EXERCISE DESCRIPTION
Only an exact copy of the entries, stripped of pictures, will serve as the answer.

DATA FOR REVIEW

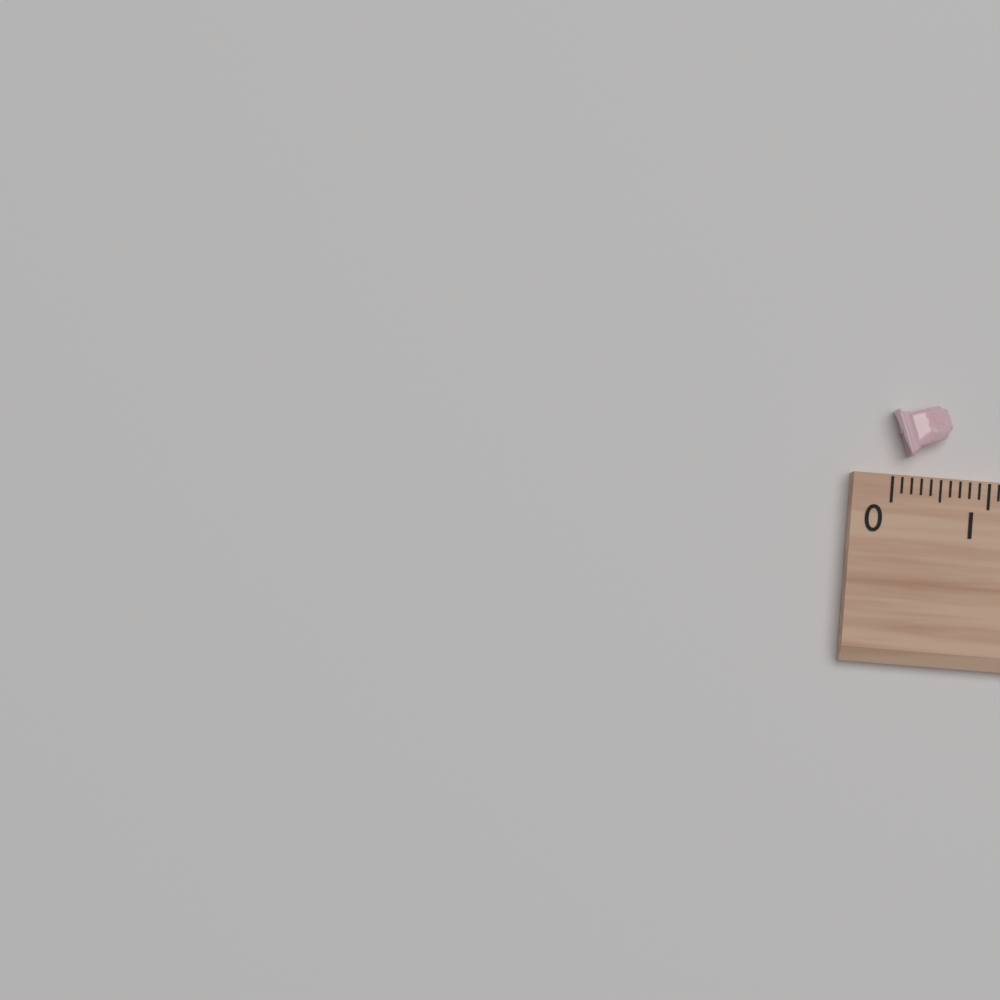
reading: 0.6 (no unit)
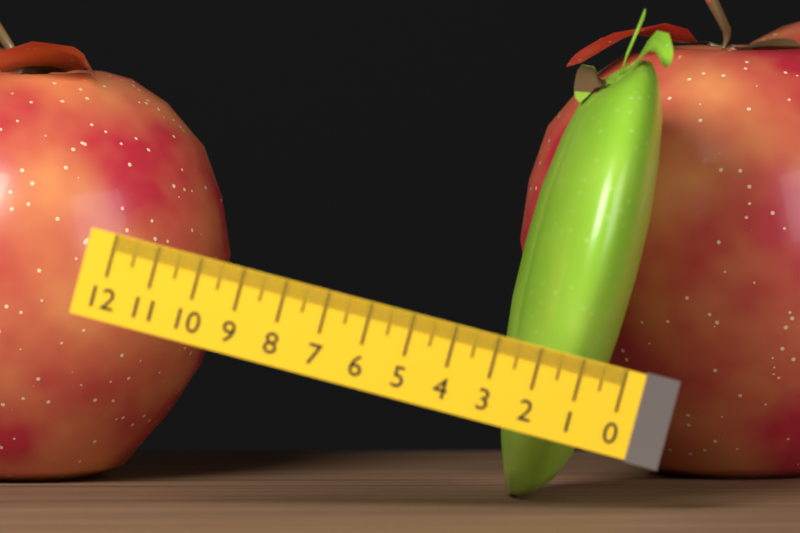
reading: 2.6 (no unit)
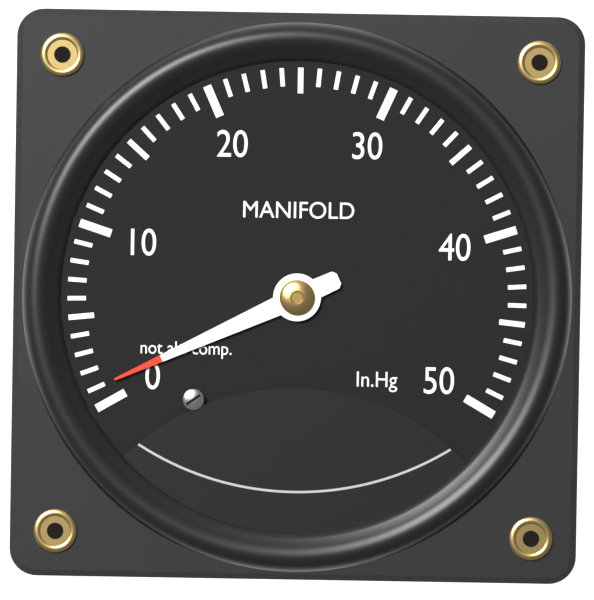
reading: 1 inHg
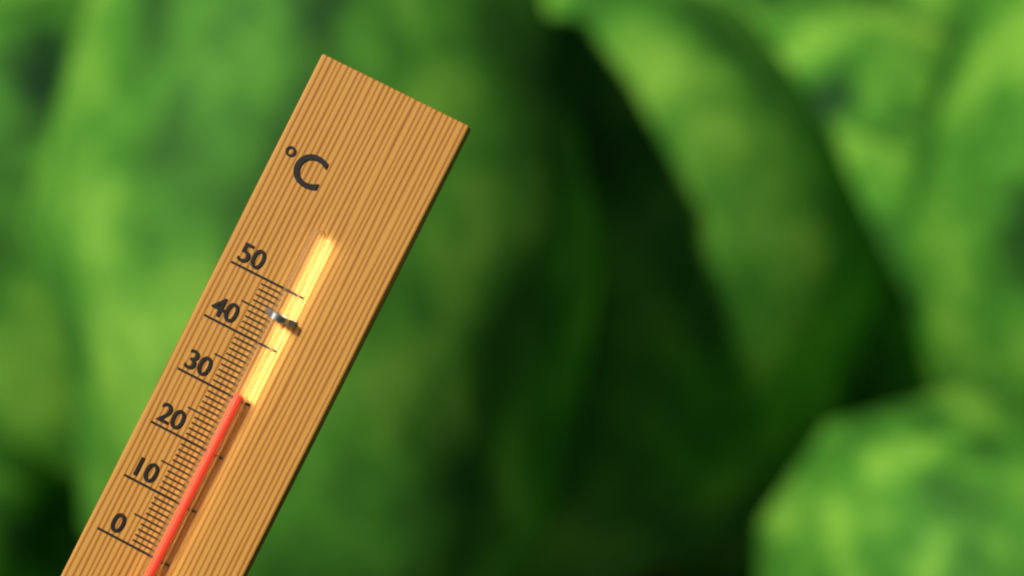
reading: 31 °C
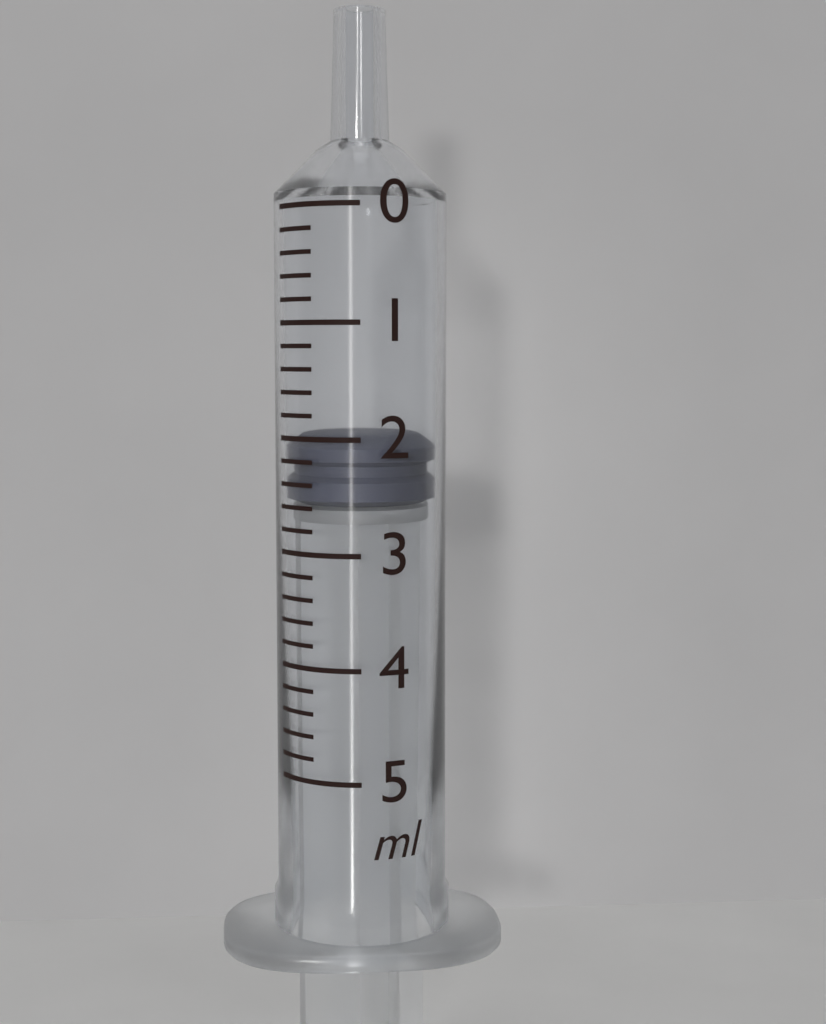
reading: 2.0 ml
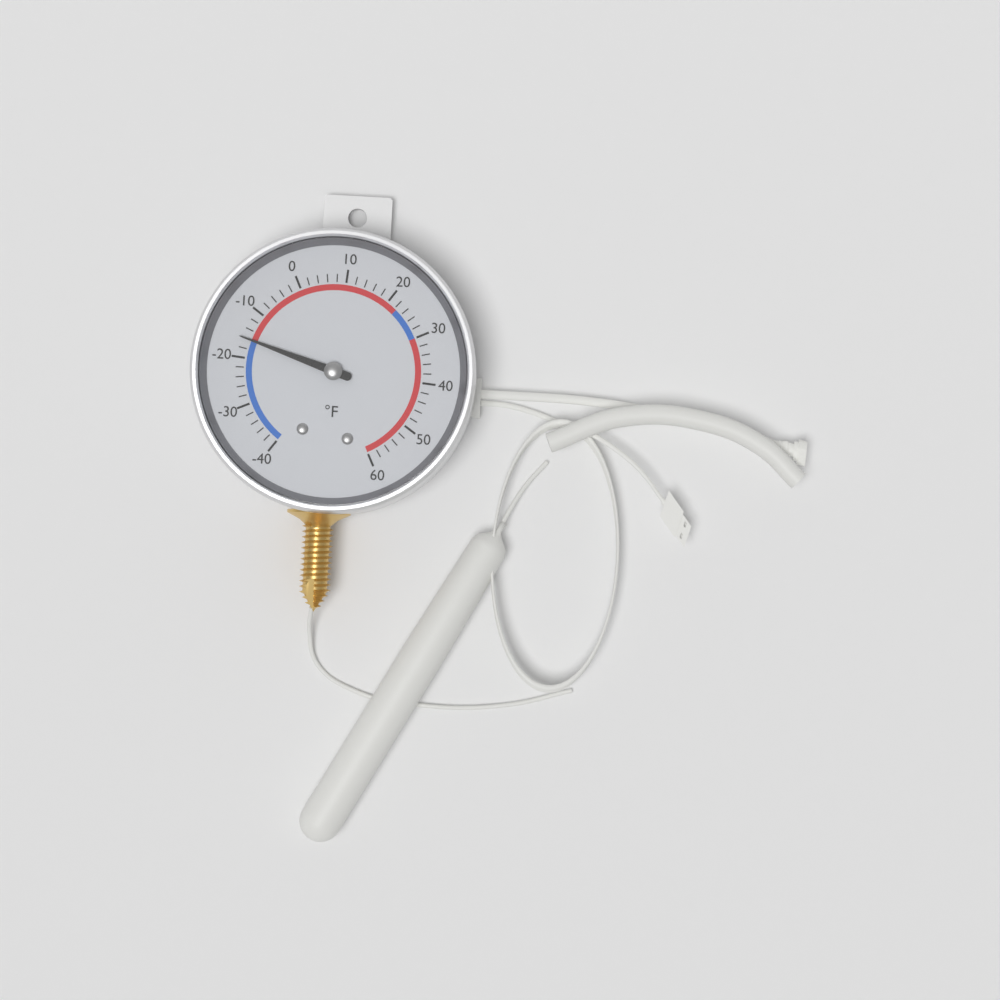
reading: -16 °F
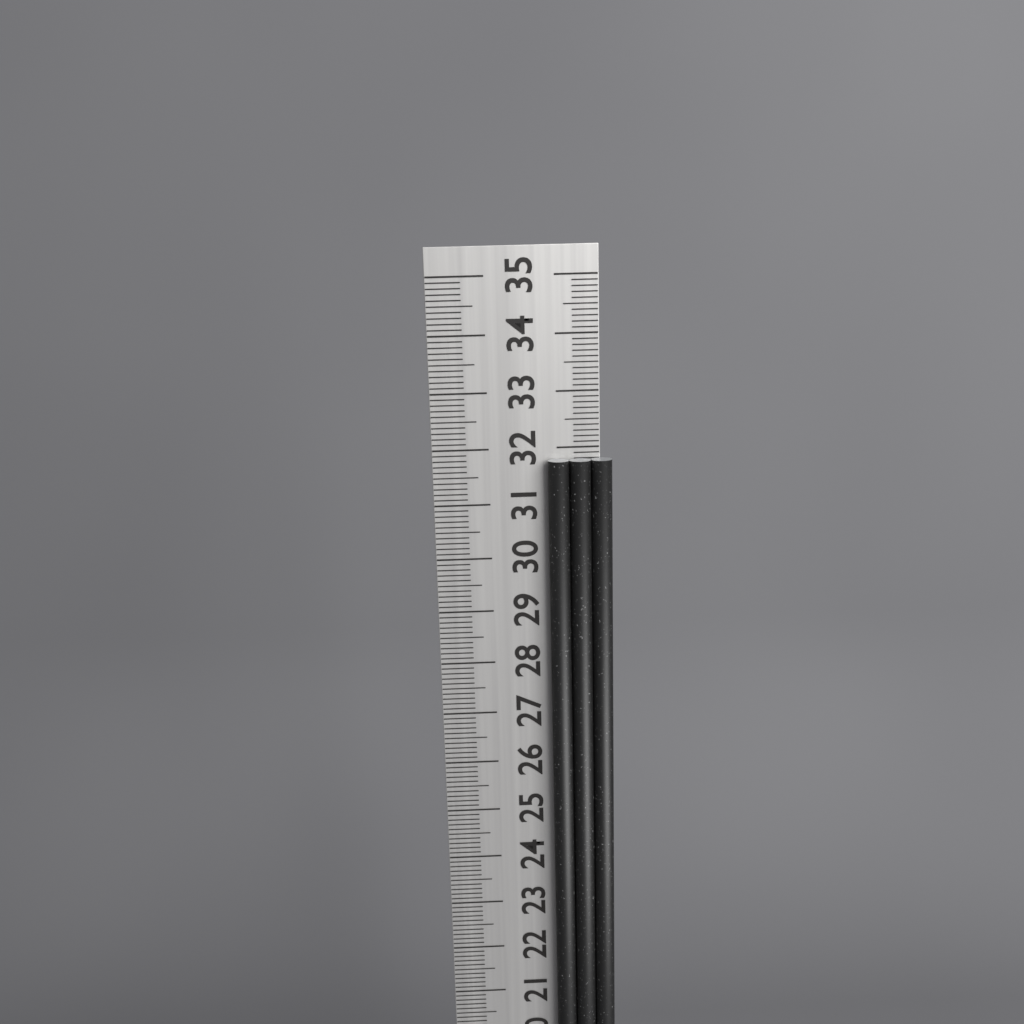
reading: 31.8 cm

SOLUTION TO THIS PROBLEM
reading: 0.6 (no unit)
reading: 2.6 (no unit)
reading: 1 inHg
reading: 31 °C
reading: 2.0 ml
reading: -16 °F
reading: 31.8 cm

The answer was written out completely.